"All right then, we must be on our way in an hour."
"Wot course?" The skipper rose to his feet.
"This is the point we must reach with all speed," said Curlie, drawing the photograph of the mysterious old map from his pocket and pointing to the star near the center. "Compare that with your own chart, locate it as well as you can and then mark out your own course."
The skipper stared at him as though he thought Curlie crazy.
"That! Why that—"
Turning quickly, he disappeared up the hatch, to return presently with a chart. This he placed upon the table, beside the photograph.
After five minutes of close study he turned an astonished face upon the boy.
"That, as I 'ave thought, is five 'undred miles hout to sea. Five 'undred miles in a cockleshell. Man, you're daft."
"All right," said Curlie; "the trip's got to be made. I thought you might be afraid to undertake it; that's why I wanted to know at once. I'll go out and hunt another skipper. There's surely plenty of them idle these dull times."
"Hafraid, did 'e say! Me! Hafraid!" The skipper was purple with rage. "Hafraid 'e says. 'E says it, a bloomin' Yankee kid, an' me as 'as 'ad ships sunk under me twice by the bloody German submarines! Me, Captain Jarvis, hafraid."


The lines wanted are those from the one containing "Find and bound 'countertop'." to the last line of the entries below; output them exactly, leaving out pictures.
=== Section Start ===
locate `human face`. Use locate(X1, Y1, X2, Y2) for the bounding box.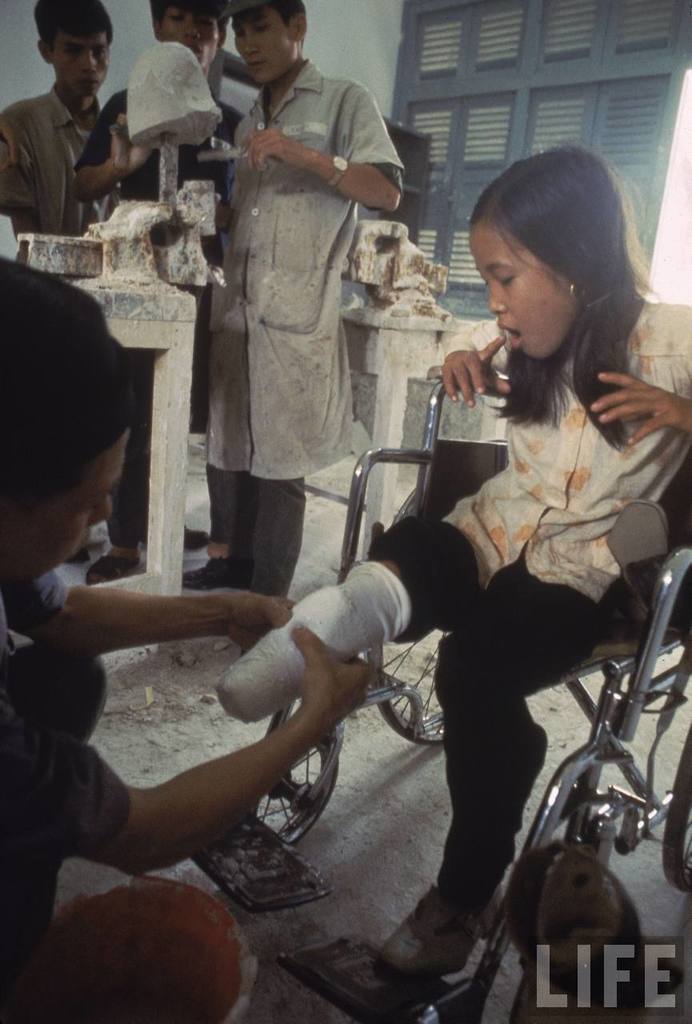
locate(51, 26, 111, 89).
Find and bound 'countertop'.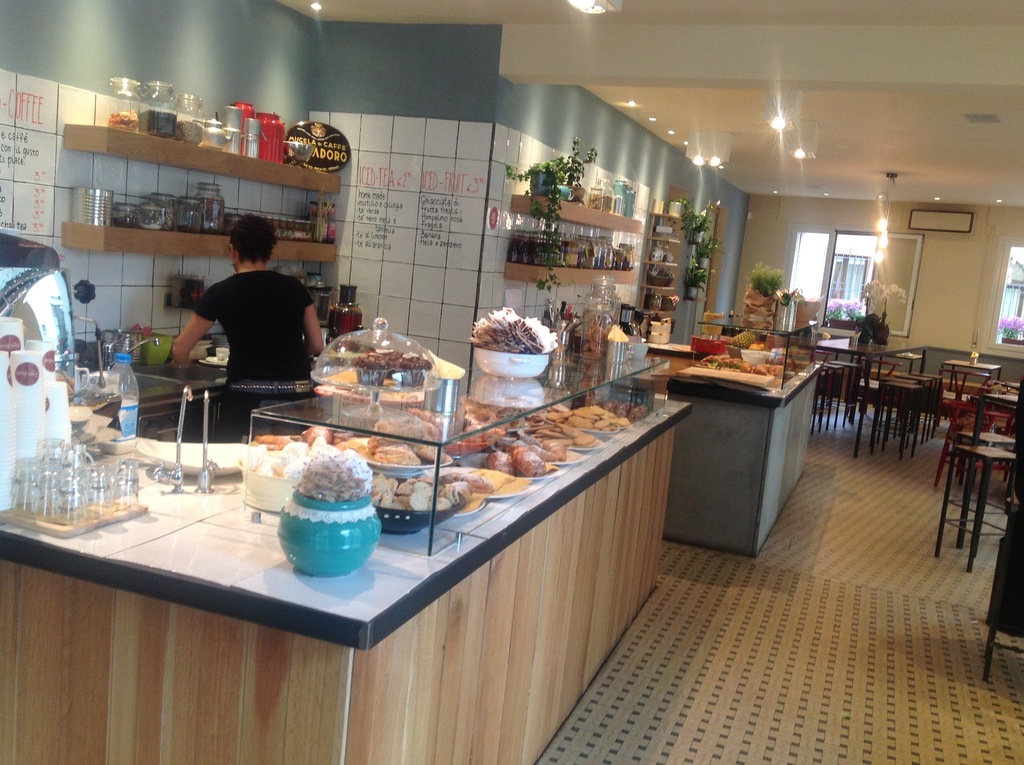
Bound: box=[633, 329, 826, 556].
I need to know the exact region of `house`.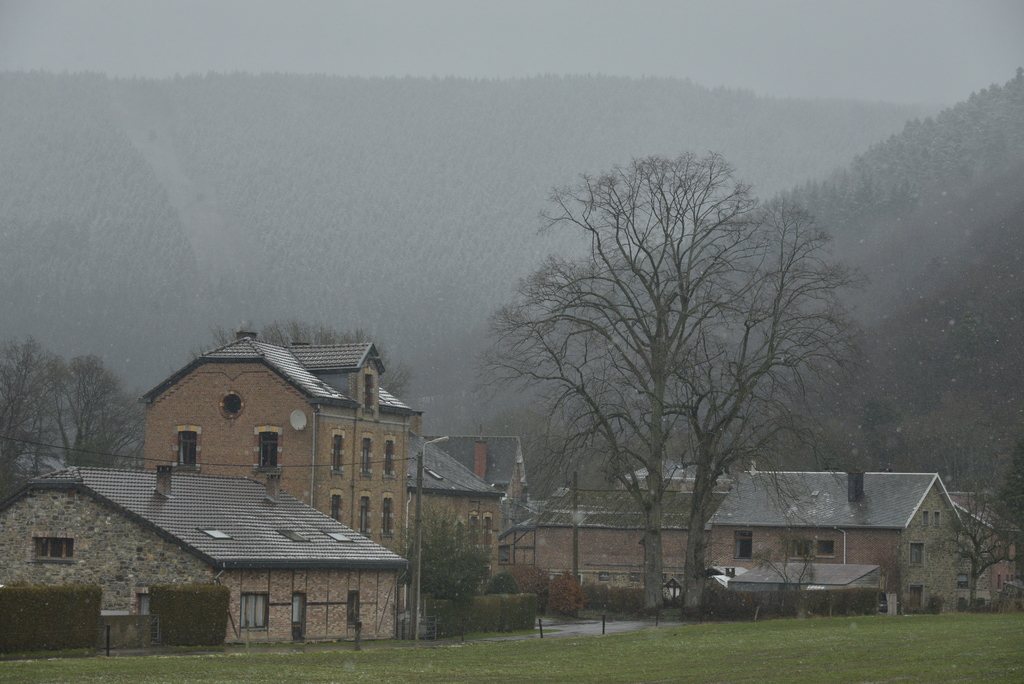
=== Section End ===
▸ Answer
Find and bound 'countertop'.
Bound: box=[633, 329, 826, 556].
I need to know the exact region of `house`.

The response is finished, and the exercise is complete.